Politica
Ultimo Press, $34.99 pb, 260 pp
Personal and political
‘The personal is political’ is an axiom that has become ubiquitous. Normally used within the context of feminist activism, in Yumna Kassab’s latest novel – for which it serves as the epigraph – it is a reminder of the human sacrifice of war and how every part of a civilian’s life reflects its surroundings.
Politica manages to be at once specific and incredibly vague. It concerns itself with the lives of ordinary people during times of war and conflict, examining how these political circumstances have ripple effects in everyday lives.
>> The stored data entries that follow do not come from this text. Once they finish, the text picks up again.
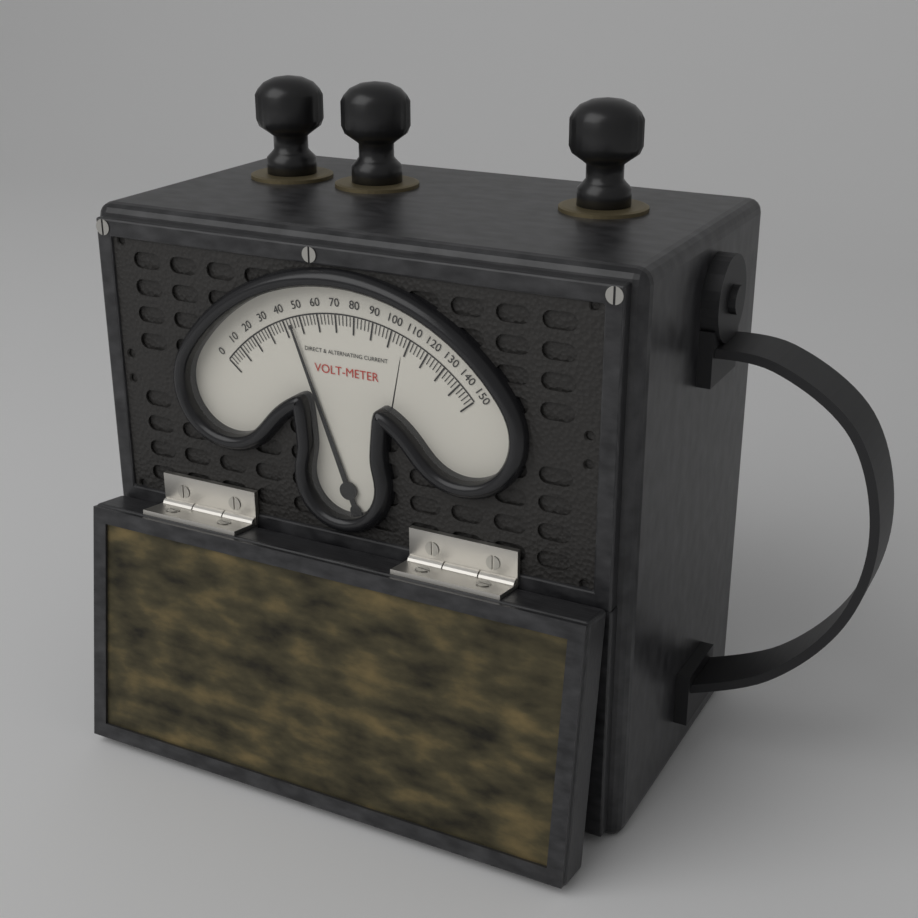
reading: 44 V
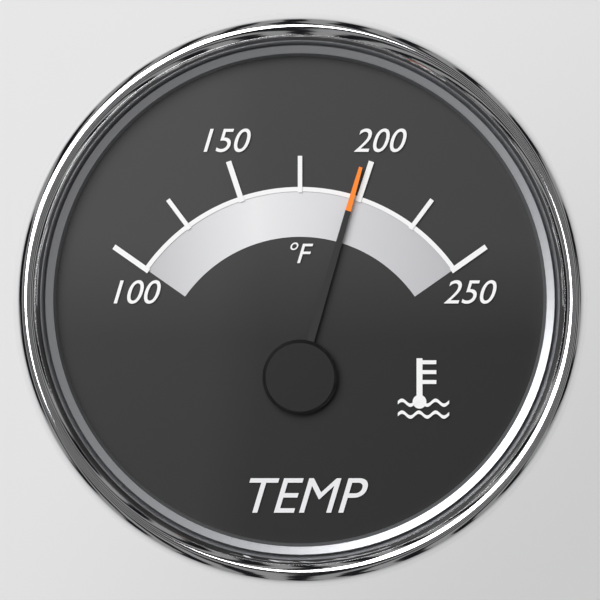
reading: 197 °F
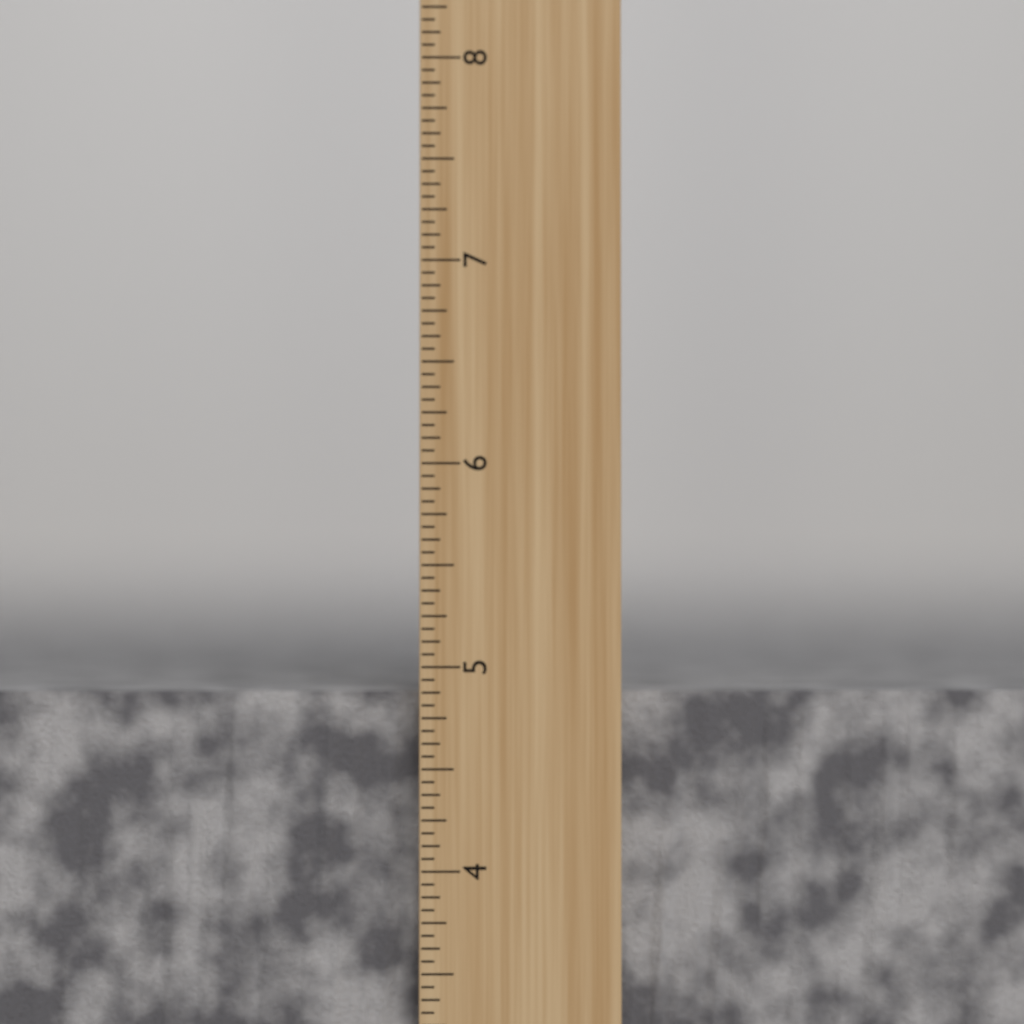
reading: 4.8750 inch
In this way, it is very much a book of the moment, as our social media and news feeds are filled with images of despair. What might a day in any of these people’s lives look like? And even if war is not immediately physically present, how is it felt? Yet there is a certain mutedness to Politica. Like Kassab’s previous works – Australiana (2022), The House of Youssef (2019), and the Miles Franklin-nominated The Lovers (2022) – it is ambitious, experimental, and stylised, written in vignettes, aphorisms, fragments, fables, and poems in short chapters. Its structure is rather like a collage or mosaic, with all its various pieces swimming around a thematic core – what the Polish writer Olga Tokarczuk has called a ‘constellation novel’.